Living a Fulfilling Life and Going After My Dream

Living a Fulfilling Life and Going After My Dream

Rachael Baker

Today marks 10 years since I was diagnosed with Type 1 Diabetes.

Since that day, for the past 10 years and for every day ahead of me, all throughout the day, I have to test my blood glucose, think, calculate and inject insulin to maintain my life. No days off, 365 days a year, 7 days a week, 24 hours a day. A day off for me means I don’t make it to the end of the day.

Whilst diabetes is ridiculously complex and hard to understand if you don’t experience it, it is important to know I did nothing to get it and I can not fix it! This is the difference between type 1 and type 2 diabetes.

Type 1 is currently incurable.

So I have spent the past decade accepting that I can only spend every waking and sleeping moment working to make sure I stay alive. The balancing act of diabetes is affected by every daily activity and it is honestly so hard, I have spent days in tears, days where my blood glucose is so high I can barely stay conscious, and nights where my blood glucose is so low I can’t move enough to reach the lollies on my bedside table.

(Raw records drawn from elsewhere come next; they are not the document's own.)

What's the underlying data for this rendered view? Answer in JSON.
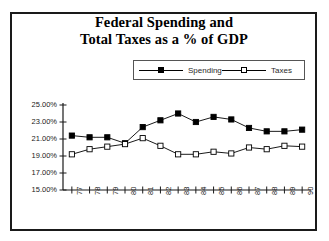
{
  "chart_data": {
    "type": "line",
    "title": "Federal Spending and Total Taxes as a % of GDP",
    "title_lines": [
      "Federal Spending and",
      "Total Taxes as a % of GDP"
    ],
    "xlabel": "",
    "ylabel": "",
    "grid": false,
    "legend_position": "top-center",
    "categories": [
      "77",
      "78",
      "79",
      "80",
      "81",
      "82",
      "83",
      "84",
      "85",
      "86",
      "87",
      "88",
      "89",
      "90"
    ],
    "ylim": [
      15.0,
      25.0
    ],
    "ytick_labels": [
      "25.00%",
      "23.00%",
      "21.00%",
      "19.00%",
      "17.00%",
      "15.00%"
    ],
    "ytick_values": [
      25.0,
      23.0,
      21.0,
      19.0,
      17.0,
      15.0
    ],
    "series": [
      {
        "name": "Spending",
        "marker": "filled-square",
        "color": "#000000",
        "values": [
          21.4,
          21.2,
          21.2,
          20.5,
          22.4,
          23.2,
          24.0,
          23.0,
          23.6,
          23.3,
          22.3,
          21.9,
          21.9,
          22.1
        ]
      },
      {
        "name": "Taxes",
        "marker": "hollow-square",
        "color": "#000000",
        "values": [
          19.2,
          19.8,
          20.1,
          20.4,
          21.1,
          20.2,
          19.2,
          19.2,
          19.5,
          19.3,
          20.0,
          19.8,
          20.2,
          20.1
        ]
      }
    ]
  },
  "legend": {
    "entries": [
      {
        "label": "Spending",
        "marker": "filled-square"
      },
      {
        "label": "Taxes",
        "marker": "hollow-square"
      }
    ]
  },
  "colors": {
    "frame": "#1a1a1a",
    "axis": "#1a1a1a",
    "series": "#000000",
    "background": "#ffffff"
  }
}
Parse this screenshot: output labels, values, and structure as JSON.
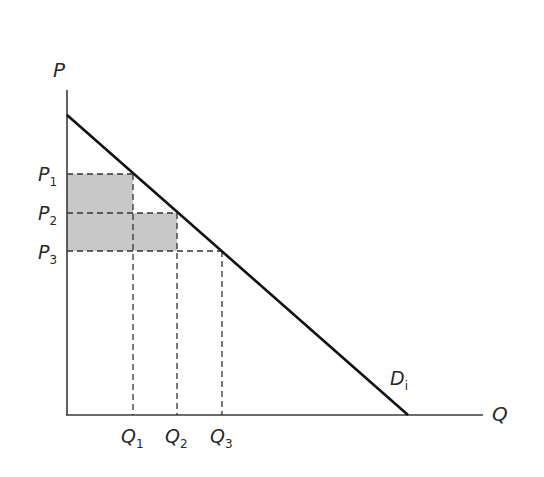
{
  "diagram": {
    "type": "demand-curve-price-discrimination",
    "axes": {
      "y_label": "P",
      "x_label": "Q"
    },
    "curve": {
      "label_main": "D",
      "label_sub": "i"
    },
    "price_levels": [
      {
        "main": "P",
        "sub": "1"
      },
      {
        "main": "P",
        "sub": "2"
      },
      {
        "main": "P",
        "sub": "3"
      }
    ],
    "quantity_levels": [
      {
        "main": "Q",
        "sub": "1"
      },
      {
        "main": "Q",
        "sub": "2"
      },
      {
        "main": "Q",
        "sub": "3"
      }
    ],
    "colors": {
      "axis": "#3a3a3a",
      "curve": "#111111",
      "shade": "#c8c8c8",
      "dash": "#333333"
    }
  }
}
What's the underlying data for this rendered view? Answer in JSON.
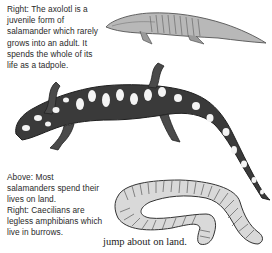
{
  "captions": {
    "axolotl": "Right: The axolotl is a juvenile form of salamander which rarely grows into an adult. It spends the whole of its life as a tadpole.",
    "salamander": "Above: Most salamanders spend their lives on land.",
    "caecilian": "Right: Caecilians are legless amphibians which live in burrows."
  },
  "body_text": "jump about on land.",
  "illustrations": [
    {
      "name": "axolotl",
      "description": "Grey sketch of an axolotl facing left"
    },
    {
      "name": "spotted-salamander",
      "description": "Dark salamander with white spots, head lower left, tail curving down right"
    },
    {
      "name": "caecilian",
      "description": "Ringed, legless worm-like amphibian coiled in a U shape"
    }
  ],
  "colors": {
    "text": "#2a2a2a",
    "ink": "#3a3a3a",
    "background": "#ffffff"
  }
}
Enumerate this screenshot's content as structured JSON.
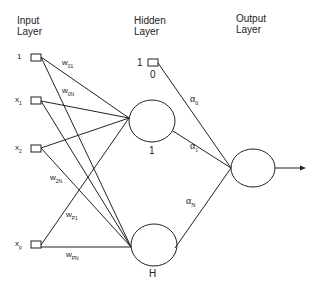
{
  "layers": {
    "input": {
      "title_line1": "Input",
      "title_line2": "Layer"
    },
    "hidden": {
      "title_line1": "Hidden",
      "title_line2": "Layer"
    },
    "output": {
      "title_line1": "Output",
      "title_line2": "Layer"
    }
  },
  "inputs": [
    {
      "label": "1",
      "sub": ""
    },
    {
      "label": "x",
      "sub": "1"
    },
    {
      "label": "x",
      "sub": "2"
    },
    {
      "label": "x",
      "sub": "p"
    }
  ],
  "input_weights": [
    {
      "label": "w",
      "sub": "01"
    },
    {
      "label": "w",
      "sub": "0N"
    },
    {
      "label": "w",
      "sub": "2N"
    },
    {
      "label": "w",
      "sub": "P1"
    },
    {
      "label": "w",
      "sub": "PN"
    }
  ],
  "hidden_bias": {
    "label": "1",
    "index": "0"
  },
  "hidden_nodes": [
    {
      "label": "1"
    },
    {
      "label": "H"
    }
  ],
  "output_weights": [
    {
      "label": "α",
      "sub": "0"
    },
    {
      "label": "α",
      "sub": "1"
    },
    {
      "label": "α",
      "sub": "N"
    }
  ],
  "colors": {
    "stroke": "#222222",
    "background": "#ffffff"
  }
}
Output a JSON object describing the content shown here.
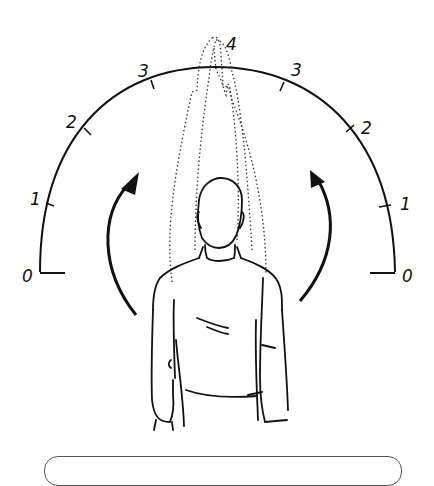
{
  "diagram": {
    "colors": {
      "line": "#111111",
      "dotted": "#333333",
      "caption_border": "#555555",
      "background": "#ffffff"
    },
    "scale_left": {
      "labels": [
        "0",
        "1",
        "2",
        "3"
      ]
    },
    "scale_right": {
      "labels": [
        "0",
        "1",
        "2",
        "3"
      ]
    },
    "top_label": "4",
    "arrows": [
      {
        "side": "left",
        "direction": "up"
      },
      {
        "side": "right",
        "direction": "up"
      }
    ],
    "caption_box": {
      "text": ""
    }
  }
}
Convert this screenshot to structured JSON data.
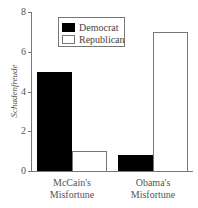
{
  "chart_data": {
    "type": "bar",
    "title": "",
    "xlabel": "",
    "ylabel": "Schadenfreude",
    "ylim": [
      0,
      8
    ],
    "yticks": [
      "0",
      "2",
      "4",
      "6",
      "8"
    ],
    "categories": [
      "McCain's Misfortune",
      "Obama's Misfortune"
    ],
    "category_lines": [
      [
        "McCain's",
        "Misfortune"
      ],
      [
        "Obama's",
        "Misfortune"
      ]
    ],
    "series": [
      {
        "name": "Democrat",
        "color": "#000000",
        "values": [
          5.0,
          0.8
        ]
      },
      {
        "name": "Republican",
        "color": "#ffffff",
        "values": [
          1.0,
          7.0
        ]
      }
    ],
    "grid": false,
    "legend_position": "upper left"
  }
}
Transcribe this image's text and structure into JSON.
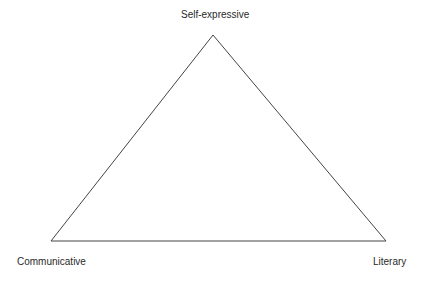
{
  "diagram": {
    "type": "triangle",
    "vertices": {
      "top": {
        "label": "Self-expressive"
      },
      "bottom_left": {
        "label": "Communicative"
      },
      "bottom_right": {
        "label": "Literary"
      }
    },
    "line_color": "#444444"
  }
}
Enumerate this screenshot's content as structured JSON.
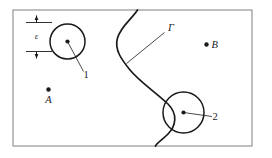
{
  "figure": {
    "type": "geometric-diagram",
    "background_color": "#ffffff",
    "stroke_color": "#1a1a1a",
    "frame_color": "#8a8a8a",
    "frame": {
      "x": 13,
      "y": 10,
      "width": 239,
      "height": 136,
      "stroke_width": 1.1
    },
    "curve": {
      "name": "gamma-curve",
      "label": "Γ",
      "label_x": 168,
      "label_y": 31,
      "path": "M 137.5 10 C 131 20, 121 26, 117.5 38 C 114 50, 122 60, 130 70 C 140 82, 153 90, 168 104 C 178 114, 176 126, 168 134 C 162 140, 157 143, 155.5 146",
      "stroke_width": 1.7,
      "leader": {
        "x1": 164.5,
        "y1": 32.5,
        "x2": 126.5,
        "y2": 63.5
      }
    },
    "circles": [
      {
        "name": "circle-1",
        "label": "1",
        "cx": 67.5,
        "cy": 41.5,
        "r": 17.5,
        "stroke_width": 1.5,
        "dot_r": 2.1,
        "label_x": 86,
        "label_y": 78,
        "leader": {
          "x1": 67.5,
          "y1": 41.5,
          "x2": 83.5,
          "y2": 71.5
        }
      },
      {
        "name": "circle-2",
        "label": "2",
        "cx": 183.5,
        "cy": 112.5,
        "r": 20.5,
        "stroke_width": 1.5,
        "dot_r": 2.1,
        "label_x": 215,
        "label_y": 120,
        "leader": {
          "x1": 183.5,
          "y1": 112.5,
          "x2": 212,
          "y2": 116.5
        }
      }
    ],
    "points": [
      {
        "name": "point-a",
        "label": "A",
        "dot_x": 48.5,
        "dot_y": 89.5,
        "dot_r": 2.2,
        "label_x": 48.5,
        "label_y": 103,
        "label_anchor": "middle"
      },
      {
        "name": "point-b",
        "label": "B",
        "dot_x": 206.5,
        "dot_y": 44.5,
        "dot_r": 2.2,
        "label_x": 211.5,
        "label_y": 48,
        "label_anchor": "start"
      }
    ],
    "dimension": {
      "name": "epsilon-dimension",
      "label": "ε",
      "label_x": 36.5,
      "label_y": 39,
      "line_x_start": 26,
      "line_x_end": 52,
      "top_y": 22.5,
      "bottom_y": 51.5,
      "arrow_x": 36.5,
      "arrow_top_tail_y": 15.5,
      "arrow_bottom_tail_y": 58.5,
      "stroke_width": 0.9
    },
    "font_sizes": {
      "label": 10.5,
      "number": 10.5,
      "epsilon": 8.5,
      "gamma": 10.5
    }
  }
}
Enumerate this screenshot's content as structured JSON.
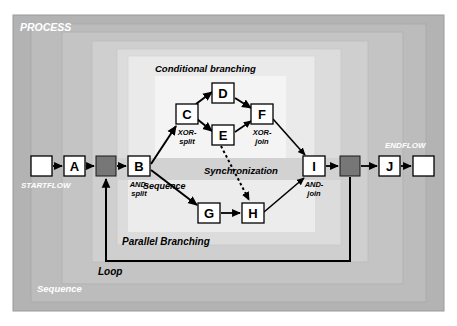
{
  "diagram": {
    "colors": {
      "outer_frame": "#b0b0b0",
      "zone_2": "#bdbdbd",
      "zone_3": "#c8c8c8",
      "zone_4": "#d7d7d7",
      "zone_5": "#e4e4e4",
      "zone_6": "#eeeeee",
      "zone_7": "#f6f6f6",
      "node_fill": "#ffffff",
      "node_stroke": "#000000",
      "gateway_fill": "#777777",
      "gateway_stroke": "#000000",
      "arrow": "#000000",
      "white_label": "#ffffff",
      "black_label": "#000000"
    },
    "zone_labels": [
      {
        "id": "process",
        "text": "PROCESS",
        "color": "white",
        "x": 20,
        "y": 28
      },
      {
        "id": "endflow",
        "text": "ENDFLOW",
        "color": "white",
        "x": 385,
        "y": 145
      },
      {
        "id": "startflow",
        "text": "STARTFLOW",
        "color": "white",
        "x": 21,
        "y": 185
      },
      {
        "id": "sequence-outer",
        "text": "Sequence",
        "color": "white",
        "x": 37,
        "y": 289
      }
    ],
    "region_labels": [
      {
        "id": "conditional-branching",
        "text": "Conditional branching",
        "x": 155,
        "y": 70
      },
      {
        "id": "synchronization",
        "text": "Synchronization",
        "x": 206,
        "y": 172
      },
      {
        "id": "parallel-branching",
        "text": "Parallel Branching",
        "x": 122,
        "y": 243
      },
      {
        "id": "loop",
        "text": "Loop",
        "x": 98,
        "y": 273
      },
      {
        "id": "sequence-inner",
        "text": "Sequence",
        "x": 142,
        "y": 187
      }
    ],
    "nodes": [
      {
        "id": "start",
        "label": "",
        "x": 31,
        "y": 156,
        "w": 21,
        "h": 20,
        "type": "terminal"
      },
      {
        "id": "A",
        "label": "A",
        "x": 64,
        "y": 156,
        "w": 21,
        "h": 20,
        "type": "activity"
      },
      {
        "id": "B",
        "label": "B",
        "x": 128,
        "y": 156,
        "w": 22,
        "h": 20,
        "type": "activity"
      },
      {
        "id": "C",
        "label": "C",
        "x": 176,
        "y": 104,
        "w": 22,
        "h": 20,
        "type": "activity"
      },
      {
        "id": "D",
        "label": "D",
        "x": 212,
        "y": 83,
        "w": 22,
        "h": 20,
        "type": "activity"
      },
      {
        "id": "E",
        "label": "E",
        "x": 212,
        "y": 125,
        "w": 22,
        "h": 20,
        "type": "activity"
      },
      {
        "id": "F",
        "label": "F",
        "x": 251,
        "y": 104,
        "w": 22,
        "h": 20,
        "type": "activity"
      },
      {
        "id": "G",
        "label": "G",
        "x": 198,
        "y": 203,
        "w": 22,
        "h": 20,
        "type": "activity"
      },
      {
        "id": "H",
        "label": "H",
        "x": 242,
        "y": 203,
        "w": 22,
        "h": 20,
        "type": "activity"
      },
      {
        "id": "I",
        "label": "I",
        "x": 303,
        "y": 156,
        "w": 22,
        "h": 20,
        "type": "activity"
      },
      {
        "id": "J",
        "label": "J",
        "x": 379,
        "y": 156,
        "w": 21,
        "h": 20,
        "type": "activity"
      },
      {
        "id": "end",
        "label": "",
        "x": 413,
        "y": 156,
        "w": 21,
        "h": 20,
        "type": "terminal"
      }
    ],
    "gateways": [
      {
        "id": "merge-left",
        "x": 96,
        "y": 156,
        "w": 20,
        "h": 20
      },
      {
        "id": "split-right",
        "x": 340,
        "y": 156,
        "w": 20,
        "h": 20
      }
    ],
    "node_annotations": [
      {
        "id": "b-and-split",
        "for": "B",
        "line1": "AND-",
        "line2": "split",
        "x": 139,
        "y": 186
      },
      {
        "id": "c-xor-split",
        "for": "C",
        "line1": "XOR-",
        "line2": "split",
        "x": 178,
        "y": 134
      },
      {
        "id": "f-xor-join",
        "for": "F",
        "line1": "XOR-",
        "line2": "join",
        "x": 252,
        "y": 134
      },
      {
        "id": "i-and-join",
        "for": "I",
        "line1": "AND-",
        "line2": "join",
        "x": 305,
        "y": 186
      }
    ],
    "edges": [
      {
        "id": "start-to-A",
        "from": "start",
        "to": "A",
        "style": "solid"
      },
      {
        "id": "A-to-merge",
        "from": "A",
        "to": "merge-left",
        "style": "solid"
      },
      {
        "id": "merge-to-B",
        "from": "merge-left",
        "to": "B",
        "style": "solid"
      },
      {
        "id": "B-to-C",
        "from": "B",
        "to": "C",
        "style": "solid"
      },
      {
        "id": "B-to-G",
        "from": "B",
        "to": "G",
        "style": "solid"
      },
      {
        "id": "C-to-D",
        "from": "C",
        "to": "D",
        "style": "solid"
      },
      {
        "id": "C-to-E",
        "from": "C",
        "to": "E",
        "style": "solid"
      },
      {
        "id": "D-to-F",
        "from": "D",
        "to": "F",
        "style": "solid"
      },
      {
        "id": "E-to-F",
        "from": "E",
        "to": "F",
        "style": "solid"
      },
      {
        "id": "F-to-I",
        "from": "F",
        "to": "I",
        "style": "solid"
      },
      {
        "id": "E-to-H-sync",
        "from": "E",
        "to": "H",
        "style": "dotted"
      },
      {
        "id": "G-to-H",
        "from": "G",
        "to": "H",
        "style": "solid"
      },
      {
        "id": "H-to-I",
        "from": "H",
        "to": "I",
        "style": "solid"
      },
      {
        "id": "I-to-split",
        "from": "I",
        "to": "split-right",
        "style": "solid"
      },
      {
        "id": "split-to-J",
        "from": "split-right",
        "to": "J",
        "style": "solid"
      },
      {
        "id": "J-to-end",
        "from": "J",
        "to": "end",
        "style": "solid"
      },
      {
        "id": "loop-back",
        "from": "split-right",
        "to": "merge-left",
        "style": "solid"
      }
    ]
  }
}
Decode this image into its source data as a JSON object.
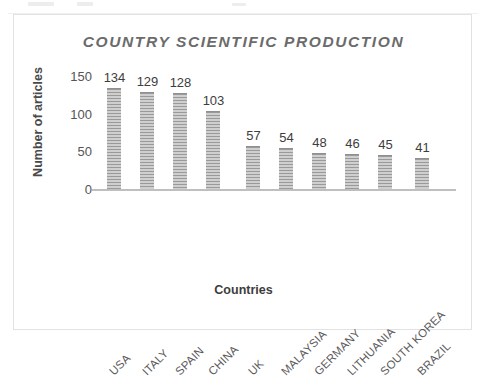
{
  "chart_data": {
    "type": "bar",
    "title": "COUNTRY SCIENTIFIC PRODUCTION",
    "xlabel": "Countries",
    "ylabel": "Number of articles",
    "categories": [
      "USA",
      "ITALY",
      "SPAIN",
      "CHINA",
      "UK",
      "MALAYSIA",
      "GERMANY",
      "LITHUANIA",
      "SOUTH KOREA",
      "BRAZIL"
    ],
    "values": [
      134,
      129,
      128,
      103,
      57,
      54,
      48,
      46,
      45,
      41
    ],
    "data_labels": [
      "134",
      "129",
      "128",
      "103",
      "57",
      "54",
      "48",
      "46",
      "45",
      "41"
    ],
    "ylim": [
      0,
      150
    ],
    "y_ticks": [
      0,
      50,
      100,
      150
    ],
    "y_tick_labels": [
      "0",
      "50",
      "100",
      "150"
    ],
    "grid": false,
    "legend": false,
    "bar_fill": "#b9b9b9",
    "bar_pattern": "horizontal-stripes",
    "axis_color": "#bfbfbf",
    "title_color": "#6b6b6b",
    "border_color": "#e2e2e2"
  }
}
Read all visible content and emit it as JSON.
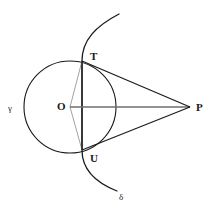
{
  "figure": {
    "type": "euclidean-geometry-diagram",
    "canvas": {
      "width": 212,
      "height": 213,
      "background": "#ffffff"
    },
    "stroke_color": "#1a1a1a",
    "faint_stroke_color": "#8a8a8a",
    "axis_stroke_color": "#6e6e6e"
  },
  "points": [
    {
      "id": "O",
      "label": "O",
      "x": 70,
      "y": 107,
      "label_x": 57,
      "label_y": 110,
      "role": "circle-center"
    },
    {
      "id": "T",
      "label": "T",
      "x": 82,
      "y": 61,
      "label_x": 90,
      "label_y": 60,
      "role": "intersection-upper"
    },
    {
      "id": "U",
      "label": "U",
      "x": 82,
      "y": 150,
      "label_x": 90,
      "label_y": 162,
      "role": "intersection-lower"
    },
    {
      "id": "P",
      "label": "P",
      "x": 190,
      "y": 107,
      "label_x": 196,
      "label_y": 111,
      "role": "external-apex"
    }
  ],
  "circle": {
    "id": "gamma",
    "label": "γ",
    "cx": 70,
    "cy": 107,
    "r": 46,
    "label_x": 8,
    "label_y": 111
  },
  "arc": {
    "id": "delta",
    "label": "δ",
    "label_x": 119,
    "label_y": 200,
    "path": "M 119 14 C 96 26 82 40 82 61 C 82 90 82 120 82 150 C 82 168 94 182 117 191",
    "start": {
      "x": 119,
      "y": 14
    },
    "end": {
      "x": 117,
      "y": 191
    }
  },
  "segments": [
    {
      "id": "OP",
      "from": "O",
      "to": "P",
      "style": "axis",
      "x1": 70,
      "y1": 107,
      "x2": 190,
      "y2": 107
    },
    {
      "id": "TP",
      "from": "T",
      "to": "P",
      "style": "solid",
      "x1": 82,
      "y1": 61,
      "x2": 190,
      "y2": 107
    },
    {
      "id": "UP",
      "from": "U",
      "to": "P",
      "style": "solid",
      "x1": 82,
      "y1": 150,
      "x2": 190,
      "y2": 107
    },
    {
      "id": "TU",
      "from": "T",
      "to": "U",
      "style": "solid",
      "x1": 82,
      "y1": 61,
      "x2": 82,
      "y2": 150
    },
    {
      "id": "OT",
      "from": "O",
      "to": "T",
      "style": "faint",
      "x1": 70,
      "y1": 107,
      "x2": 82,
      "y2": 61
    },
    {
      "id": "OU",
      "from": "O",
      "to": "U",
      "style": "faint",
      "x1": 70,
      "y1": 107,
      "x2": 82,
      "y2": 150
    }
  ]
}
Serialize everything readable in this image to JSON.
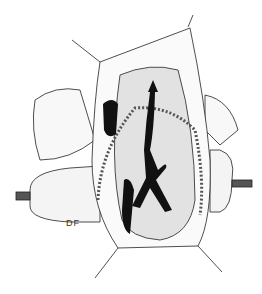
{
  "illustration": {
    "subject": "surgical-illustration",
    "signature": "DF",
    "colors": {
      "ink": "#111111",
      "paper": "#ffffff"
    }
  }
}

This is scary stuff and some days I don’t want to get out of bed and battle it and other days I don’t want to go to sleep just in case I don’t wake up, but despite this, I have never let it stop me from doing anything. I have kept up with my peers through every step of my life.

Being diabetic, whilst hard and extremely challenging at times, is amazing. It is an opportunity to continually grow and strengthen, as I face challenge after challenge and decision after decision, and still manage to see the next day.

I am healthy and continually strive to ensure my diabetes is optimally managed, whilst appreciating it will never be perfect - this has taken a long time to realize and I am so eager to help others do the same.

I am currently studying a post graduate course in Diabetes Education and Management whilst working full time in a Pediatric Emergency Department as a Registered Nurse. I volunteer as a Diabetes Educator at Camp Diabetes and help children and adolescents cope with everyday activities and teach them that they too can live a normal life.

I can easily lose my life if I slip up at any given second, but I can also live a long and healthy life and do everything a normal person can. This gives me the greatest perspective on life and makes me live to the fullest and appreciate everyday.

It has given me a passion and a dream to be a diabetes educator so I can motivate and teach other diabetics to achieve their full potential as well and I am now so close this dream. I cannot wait for what the next 10 years holds.